The Diamond “L,” once a legendary venue for cowboys and girls of color used to be located on far south Main outside of Houston. All the other Black rodeos I documented were located in rural outposts like Plum, Egypt, Pin Oak, Bastrop, Hempstead, Spring, and Kendleton.

  1. Are you still in touch with any of your subjects?

The network definitely dissipated. Before I published the book I made it my mission to identify as many of my subjects as I could. I was dubious about social media for this purpose, but I tried. On Facebook and Instagram pages for Black Cowboys, Black Cowboy Events, Horse, Tack & More!!, and many others, I posted my photos and asked for help in identifying the cowboys, cowgirls, and their fans. Surprisingly, I started hearing from relatives and then the actual subjects of my photos. Randy McCullough was one such source. An award-winning veteran of the soul circuit, he was a gold mine of information. He seemed to have known, and even better, remembered nearly everyone in my photos. I could barely keep up as he reeled off names, nicknames—Dynamite, Blue, Skeet, Bo Pink--and anecdotes that brought all those formerly nameless faces to bright and vivid life.

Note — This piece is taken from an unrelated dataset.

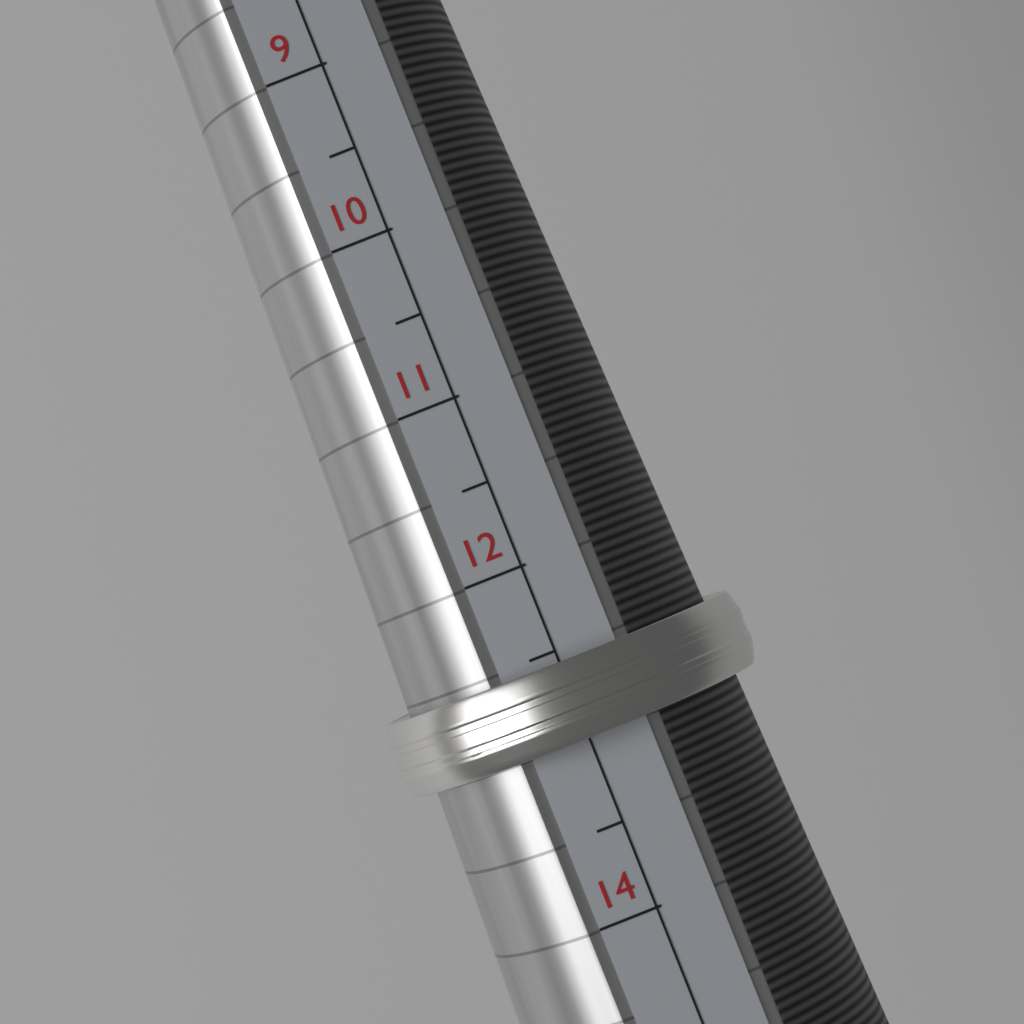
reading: 13.0 (no unit)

The most exciting discovery was learning that I had captured several legends of Black rodeo. I had photos of the Jackie Robinson of rodeo, Myrtis Dightman, the first Black cowboy to be admitted into the Professional Rodeo Cowboys Association. I identified Archie Wycoff who was featured alongside Muhammad Ali in the documentary “A Black Rodeo in Harlem.” I was delighted to learn that I had captured Taylor Hall, known to his fans as Bailey’s Prairie Kid, on one of his last rides before he retired from competition.

But the biggest thrill of them all was when The Kid, now 93 years old, made a surprise appearance at the opening of the photo exhibition that was funded through a grant from Humanities of Texas.

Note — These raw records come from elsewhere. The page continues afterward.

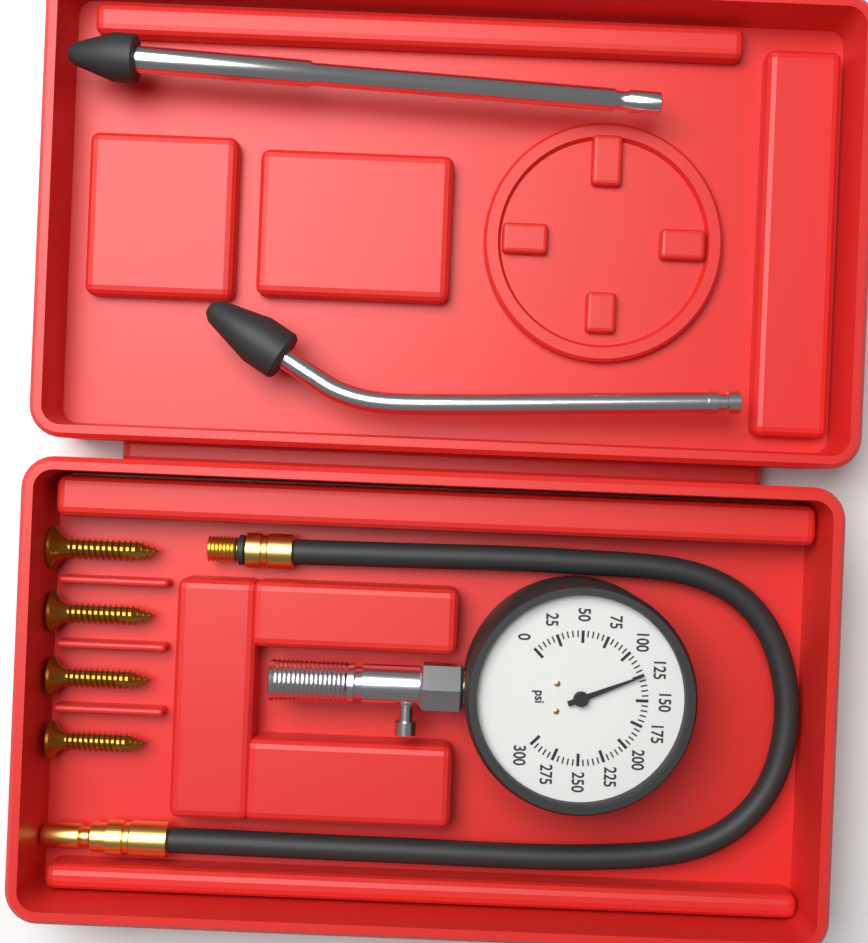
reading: 125 psi
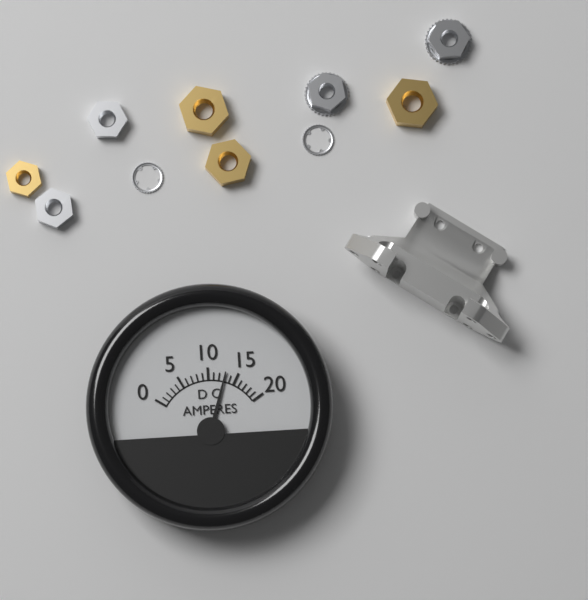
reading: 13 A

  1. Tell me about a couple of the most interesting people you met when you were doing your research.

Another of the legends was the great Rufus Green. Known as the Godfather of Black Rodeo, it was my great good fortune to meet him. Green earned the title as much for his majestic spirit and benevolent mentorship of a couple of generations of champion ropers as for his phenomenal roping skills. He followed Dightman to become among the first Black cowboys to cross the color line and earn membership in the PRCA. Like the other true, ranch-raised, old-school cowboys I met, Green had a soft-spoken, courtly manner. He was quick to laugh, slow to anger, and as Green’s close friend Monroe Lawson said, “he was incomparable in his disposition.”

He was certainly incomparable in his hospitality, allowing me to spend a couple of days with him at his home in Hempstead where I was privileged to watch his gentle way of training both young horses and young ropers. One memorable Sunday, Green invited me to join him for lunch. He held the restaurant door open and we stepped into what was obviously the after-church lunch spot for most of Hempstead. Conversation stopped dead and all eyes fixed on me. I was used to this reaction as it had happened at every small town Dairy Queen and country diner I’d ever set foot in on my travels. I was a stranger, a 5 foot 10 inch unaccompanied female one, at that. Stares were to be expected.

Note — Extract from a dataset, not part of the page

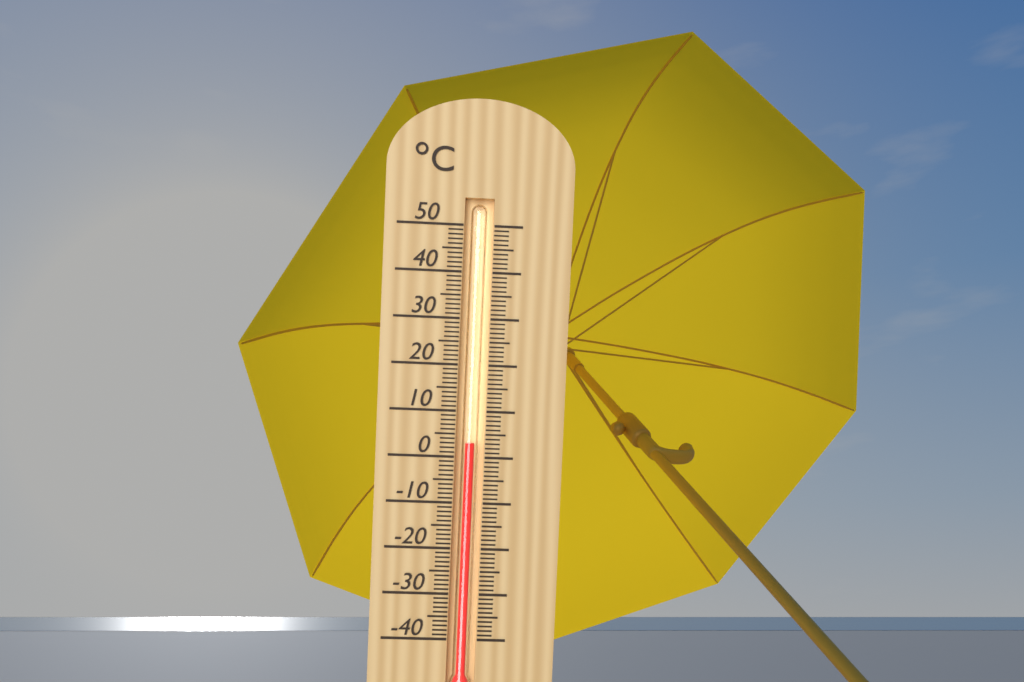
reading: 3 °C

That time, however, the stares were for the unexpected sight of a Black man escorting a white woman into their midst. As he did with all things, Green navigated the scene with an easy graciousness he’d learned early. At the height of the Great Depression, a wealthy rancher from Victoria had spotted the young roping phenom and made Green’s father an offer: he would adopt the boy and “treat him like one of my own.” And that is what happened. I devote a fair amount of space in the book to Green’s story as he certainly was one of the most interesting people I met on what was called the Soul Circuit.

  1. How has the reception to your book been?

It has exceeded all my expectations -- stories in all the major Texas papers, radio and TV interviews, a grant from Humanities Texas to fund a traveling exhibition of the photos. But what has been most meaningful to me has been the reception from the communities where I photographed. So many of the children of my subjects and, in a few powerful cases the subjects themselves, have gotten in touch to express their gratitude.